JF: Actually, we are working with Amazon in the UK. ITV put a deal together with Aldi, they wanted to sponsor the show. As a wine merchant one of the most interesting things is watching the wine trade landscape, it is changing dramatically in the UK.
MP: What has changed in the last few years? In terms of digital too. You have been on the trade for many years. I would love to hear what you have to say.
JF: Yes, digital has hugely transformed the industry, I give you an example. I was writing a column on wine for the International Herald in Scotland for 14 years, and in that period of time lots had changed. When I wrote my last column, I wanted to explain how much the wine trade had changed.
When I finished writing my column there was an Australian wine producer that was producing as much wine as Australia as a whole, what the entire country made when I had started writing my column.
Within less than a decade and a half the entire wine industry in Australia had this huge transformation. Now the big change has been not in producer countries but in consumer countries like in the UK.
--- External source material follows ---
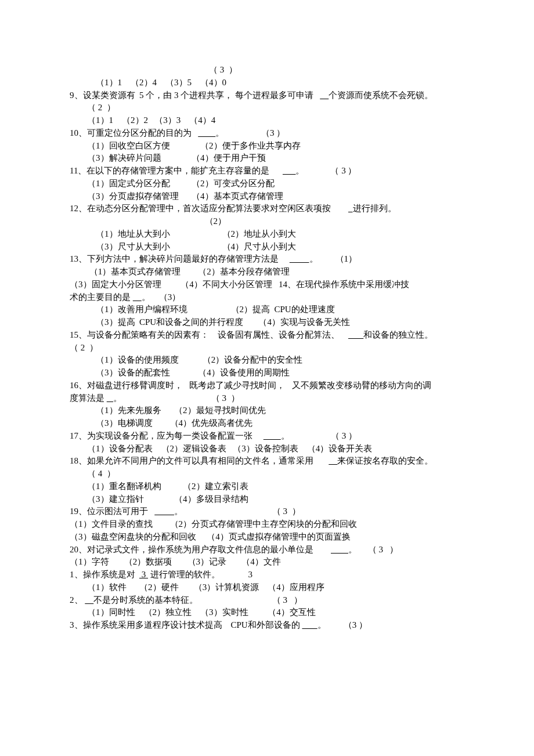  What do you see at coordinates (267, 70) in the screenshot?
I see `text-line: （ 3 ）` at bounding box center [267, 70].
When I joined the business you had dozens, hundreds, of small merchants, and middle size agencies, all competing for people and it was all quite gentlemanly and there were reasonably sized margins, so lots of people could make a living, and now there is a huge consolidation of different companies so there are fewer bigger and bigger businesses bringing wine in because there just isn’t the money, and petrol costs is a really big thing for one, it is a businesses where you’re moving very heavy boxes around, so if petrol prices go up a little bit suddenly your profits are gone.
Digitally the wine business took a while to catch up with digital, but it is transforming it.
One the most interesting things is that winemakers used to fly around the world to go and present their wines. Now one can put a big screen and have tastings in seven different countries simultaneously.
A wine producer can have a live new release of his Chianti classic. It is a bit like a Eurovision contest.
Hello New Delhi, are you there? It is 2 am there, and 5 pm somewhere. But the winemaker took us through all his wines. And around the world two hundred and fifty people were able to participate in a new launch and taste, with the winemaker and the consultant, and talk to each other in real time, and talk much more knowledgeably about the wines.
We now see Periscope tastings, where a winemaker will do a live Periscope or Facebook Live tasting. And wine merchants will tell their staff “you get 20 minutes off to watch our producer in Chile and learn about these wines”. That has been quite transformative.
MP: What about e-commerce? People are shopping a lot online. There was exponential growth there, in the last five years.
JF: I think the trend continues, yet there is still something that nobody covered about The Wine Show, is that in the first five minutes, if you ordered the wines through Amazon, you could have the wines delivered by the time the program finished, we have one-hour delivery for certain products.
MP: That is right, Amazon Prime.
JF: And a good friend of mine who’s a project manager, made a lovely experiment. He set himself a challenge, that within 24 hours he could set up an e-commerce delivery site for wine using only a mobile phone and credit card and he did it. He made a test purchase, it was for bottle Blue Nun at about £28 pounds.
He managed to find a partner to do the fulfillment, he used Squarespace to set up the thing, he didn’t touch a laptop the whole time. It’s just a matter of time before you start stripping out lots of the traditional models. Why would you go to a shop when you can have someone delivering your wine in under an hour?
This is changing the retail landscape and now shops need to be providing a real experience. Offer to try wines with Enomatic machines, for example. Also, big data, data gathering, you know people say the game Angry Birds is gathering so much data. They’re finding out you what kind of things do you like, and what other things they tend to correlate with you. We now can know about people who live in West London and can target them with the right wine ranges.
Interview produced, transcribed, and edited by Maya Plentz Fagundes.